Monday, 30 September 2019
I am living with nodes. I just have to pull back, because I am limited. Because I have nodes.
First off, I freaking hated this reading. It was extremely complicated for someone with only a surface level understanding of the computational language used. As well as that, Franklin has a habit of writing extremely long sentences and over-explaining a lot of what is said, although never actually breaking down any of his concepts in the interest of accessibility. The reader envisioned here already has a complex understanding of how Cloud technology works, which feels redundant. The most helpful part of the article, to me, was the beginning where Aristophanes' play The Clouds is used to illustrate where the concept of the Cloud in computation originates. I'm aware this may be Art student bias at work.
One [small] section of this article that I did find interesting and actually did make some semblance of sense was the section on "nodes." (p.458) Franklin makes the claim that the Cloud being completely removed from how we understand the Internet is impossible. The base idea being refuted is that the Cloud aims to uncouple connectivity from node infrastructure in order to create a completely free and limitless digital space. Nodes referring to points of communication, such as PC's or phones. The suggestion is that the Internet as we know it is still a tangible network because it needs these nodes to be in operation, as these points of communication are what allow for the Internet to interact with users and thus serve it's assumed purpose.
The belief that the Cloud embodies ubiquity in a way that would mean we do not need these points of communication, in an elimination of hardware, is false- as explained here by Franklin:
"Where the web-type network assures the possibility of measurement and representation by counting nodes and edges, then, the cloud eliminates the representation but not the existence of these constitutive units." (p. 458)

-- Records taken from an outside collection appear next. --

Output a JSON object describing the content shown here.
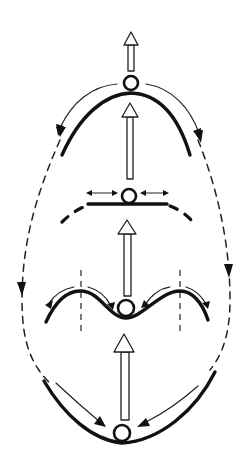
{
  "diagram": {
    "title": "",
    "stages": [
      {
        "id": "unstable",
        "surface": "hilltop",
        "ball_tendency": "rolls away to both sides"
      },
      {
        "id": "neutral",
        "surface": "flat",
        "ball_tendency": "moves freely left and right"
      },
      {
        "id": "metastable",
        "surface": "valley between two hills",
        "ball_tendency": "returns to centre within barriers"
      },
      {
        "id": "stable",
        "surface": "bowl",
        "ball_tendency": "returns to the bottom"
      }
    ],
    "transition_arrows": 4,
    "loop": {
      "style": "dashed",
      "direction": "downward on both sides"
    },
    "colors": {
      "stroke": "#111111",
      "background": "#ffffff"
    }
  }
}
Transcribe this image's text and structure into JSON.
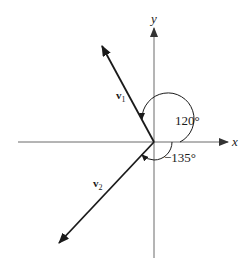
{
  "diagram": {
    "type": "vector-angle-diagram",
    "axes": {
      "x_label": "x",
      "y_label": "y"
    },
    "vectors": [
      {
        "name": "v1",
        "label_main": "v",
        "label_sub": "1",
        "angle_deg": 120
      },
      {
        "name": "v2",
        "label_main": "v",
        "label_sub": "2",
        "angle_deg": -135
      }
    ],
    "angles": [
      {
        "label": "120°",
        "for": "v1"
      },
      {
        "label": "−135°",
        "for": "v2"
      }
    ],
    "colors": {
      "axis": "#6a6a6a",
      "vector": "#1a1a1a",
      "text": "#1a1a1a",
      "background": "#ffffff"
    }
  }
}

True, the Cloud presents as a type of autonomous digital organism, whereas the Internet presents as an ecosystem of many such digital organisms, it's still a thing that is ultimately routed in the physical, as without any physical space to exist from or being interacted with, it fails to be. The Cloud is an always will be a digital thing which means it draws its life from computers, which, at the end of the day, are physical things. The evolution of computers is at this stage impossible to really envision a limit to, but I feel it is safe to say that neither them, not any digital information network, will ever exist without some physical link.